A Palamas Reframed is a photographic series by London-based photographer Violetta Lorentzou, developed in response to the flood-damaged homes of Palamas following Storm Daniel in September 2023. Working with documentary material and photographic collage, Lorentzou explores domestic space and architecture as sites shaped by crisis, exposure, and collective experience.
When the floodwaters receded, fragments of everyday life, furniture, clothing, photographs, and personal objects, were displaced from private interiors into public streets. These exposed remnants became the foundation of the project. Photographed on site, they were later reassembled into carefully constructed composite images.
The series consists entirely of fabricated domestic architectures built from real, documented elements. Bedrooms, kitchens, living rooms, and courtyards from different households are reconstructed through a controlled, dollhouse-like spatial logic. Rooms are opened, stacked, and connected, collapsing distinctions between inside and outside, private and public. While the structures remain architecturally plausible, fractures, misalignments, and traces of water damage are deliberately preserved, resisting any illusion of seamless repair or completion.
Rather than presenting disaster as spectacle, Palamas Reframed reflects on the prolonged condition that follows catastrophe. The work considers how domestic space is reorganised, how care and social life adapt, and how perceptions of safety shift when architectural boundaries fail. Here, the home appears not as a sealed unit, but as a porous and collective structure shaped by vulnerability and interdependence.
Through photographic construction, Lorentzou questions how images of recovery are produced and normalised. Using the visual language of architecture and domestic space, the series makes visible the uneven realities of reconstruction while foregrounding continuity, shared experience, and the persistence of everyday life within altered environments.

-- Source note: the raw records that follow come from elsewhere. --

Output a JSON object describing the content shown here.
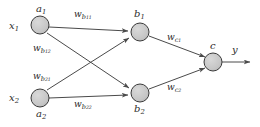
{
  "figure": {
    "type": "neural-network-diagram",
    "background_color": "#ffffff",
    "node_fill": "#c8c8c8",
    "node_stroke": "#3a3a3a",
    "edge_color": "#4a4a4a",
    "text_color": "#2b2b2b"
  },
  "inputs": [
    {
      "id": "x1",
      "signal": "x",
      "signal_sub": "1",
      "node": "a",
      "node_sub": "1",
      "cx": 40,
      "cy": 25
    },
    {
      "id": "x2",
      "signal": "x",
      "signal_sub": "2",
      "node": "a",
      "node_sub": "2",
      "cx": 40,
      "cy": 98
    }
  ],
  "hidden": [
    {
      "id": "b1",
      "node": "b",
      "node_sub": "1",
      "cx": 140,
      "cy": 32
    },
    {
      "id": "b2",
      "node": "b",
      "node_sub": "2",
      "cx": 140,
      "cy": 93
    }
  ],
  "output": {
    "id": "c",
    "node": "c",
    "cx": 213,
    "cy": 62,
    "signal": "y"
  },
  "weights": {
    "input_to_hidden": [
      {
        "id": "w_b11",
        "symbol": "w",
        "sub": "b",
        "sub2": "11",
        "from": "x1",
        "to": "b1"
      },
      {
        "id": "w_b12",
        "symbol": "w",
        "sub": "b",
        "sub2": "12",
        "from": "x1",
        "to": "b2"
      },
      {
        "id": "w_b21",
        "symbol": "w",
        "sub": "b",
        "sub2": "21",
        "from": "x2",
        "to": "b1"
      },
      {
        "id": "w_b22",
        "symbol": "w",
        "sub": "b",
        "sub2": "22",
        "from": "x2",
        "to": "b2"
      }
    ],
    "hidden_to_output": [
      {
        "id": "w_c1",
        "symbol": "w",
        "sub": "c",
        "sub2": "1",
        "from": "b1",
        "to": "c"
      },
      {
        "id": "w_c2",
        "symbol": "w",
        "sub": "c",
        "sub2": "2",
        "from": "b2",
        "to": "c"
      }
    ]
  },
  "labels": {
    "x1": "x",
    "x1_sub": "1",
    "x2": "x",
    "x2_sub": "2",
    "a1": "a",
    "a1_sub": "1",
    "a2": "a",
    "a2_sub": "2",
    "b1": "b",
    "b1_sub": "1",
    "b2": "b",
    "b2_sub": "2",
    "c": "c",
    "y": "y",
    "w_b11": "w",
    "w_b11_sub": "b",
    "w_b11_sub2": "11",
    "w_b12": "w",
    "w_b12_sub": "b",
    "w_b12_sub2": "12",
    "w_b21": "w",
    "w_b21_sub": "b",
    "w_b21_sub2": "21",
    "w_b22": "w",
    "w_b22_sub": "b",
    "w_b22_sub2": "22",
    "w_c1": "w",
    "w_c1_sub": "c",
    "w_c1_sub2": "1",
    "w_c2": "w",
    "w_c2_sub": "c",
    "w_c2_sub2": "2"
  }
}
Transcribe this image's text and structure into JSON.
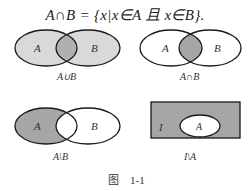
{
  "formula": "A∩B = {x|x∈A 且 x∈B}.",
  "diagrams": [
    {
      "id": "union",
      "set_labels": [
        "A",
        "B"
      ],
      "caption": "A∪B",
      "shaded": "A and B (union), intersection darker"
    },
    {
      "id": "intersection",
      "set_labels": [
        "A",
        "B"
      ],
      "caption": "A∩B",
      "shaded": "intersection"
    },
    {
      "id": "difference",
      "set_labels": [
        "A",
        "B"
      ],
      "caption": "A\\B",
      "shaded": "A minus B"
    },
    {
      "id": "complement",
      "set_labels": [
        "I",
        "A"
      ],
      "caption": "I\\A",
      "shaded": "universe minus A"
    }
  ],
  "figure_caption": {
    "prefix": "图",
    "number": "1-1"
  },
  "colors": {
    "light_fill": "#d9d9d9",
    "mid_fill": "#bdbdbd",
    "dark_fill": "#a6a6a6",
    "stroke": "#1a1a1a"
  }
}
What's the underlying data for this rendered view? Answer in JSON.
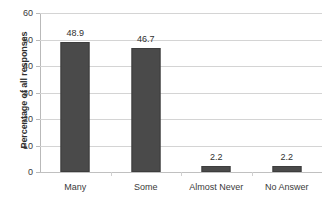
{
  "chart_data": {
    "type": "bar",
    "title": "",
    "subtitle": "",
    "xlabel": "",
    "ylabel": "Percentage of all responses",
    "categories": [
      "Many",
      "Some",
      "Almost Never",
      "No Answer"
    ],
    "values": [
      48.9,
      46.7,
      2.2,
      2.2
    ],
    "value_labels": [
      "48.9",
      "46.7",
      "2.2",
      "2.2"
    ],
    "ylim": [
      0,
      60
    ],
    "ytick_step": 10,
    "ytick_labels": [
      "0",
      "10",
      "20",
      "30",
      "40",
      "50",
      "60"
    ],
    "ytick_values": [
      0,
      10,
      20,
      30,
      40,
      50,
      60
    ],
    "grid": "horizontal",
    "legend": "none",
    "series": [
      {
        "name": "Percentage of all responses",
        "values": [
          48.9,
          46.7,
          2.2,
          2.2
        ]
      }
    ],
    "colors": {
      "bar_fill": "#4a4a4a",
      "bar_border": "#3d3d3d",
      "gridline": "#d4d4d4",
      "axis": "#b9b9b9",
      "text": "#3a3a3a",
      "background": "#ffffff"
    }
  }
}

Living Room, 2025 – Furniture and architectural fragments from multiple homes are assembled into a single interior marked by visible rupture. The living room, often associated with representation and social gathering, is presented as structurally unstable. The work examines how communal identity is reorganised after crisis. It positions the domestic interior as a site where political and environmental forces become materially visible.
Kitchen Space, 2025 – Kitchen cabinets, appliances, chairs, and water marked surfaces are compressed into a reconstructed interior. The kitchen is addressed as a space of labour, care, and daily production. By exposing its disruption, the work draws attention to the social systems embedded within domestic routine. It suggests that reconstruction is not only physical but collective, shaped by shared resilience and material negotiation.
Courtyard, 2025 – This work reconstructs a shared courtyard from flood affected homes in Palamas. Laundry, personal belongings, and damaged surfaces remain visible and unresolved. The courtyard is presented as a political space. When interiors were opened by the disaster, private life entered the public sphere. The image examines how crisis temporarily dissolves architectural boundaries and reveals the social interdependence embedded within domestic structures.
Green Wall, 2025 – Interior walls, family photographs, balconies, and vegetation are assembled into a single architectural surface. The work addresses the wall as a site of ideological and emotional construction. Decoration, belief, and memory coexist with structural damage. By layering these elements, the image examines how identity is shaped collectively through space and how domestic architecture carries social history.
Bedroom, 2025 – Several bedrooms are merged into one unstable structure. Beds and personal objects appear displaced and exposed. The bedroom is typically associated with privacy and individual identity. Here, that privacy is disrupted. The work questions the assumption that intimacy is separate from social conditions. It presents vulnerability as structurally linked to environmental and political realities.
Terrace, 2025 – Terraces, staircases, and exterior corridors are combined into a dense vertical formation. Clothing and household objects remain visible across levels. The terrace operates as a shared threshold between private dwelling and public life. The image highlights social layering within close architectural proximity. It reflects how community is formed not through abstraction, but through spatial adjacency and mutual exposure.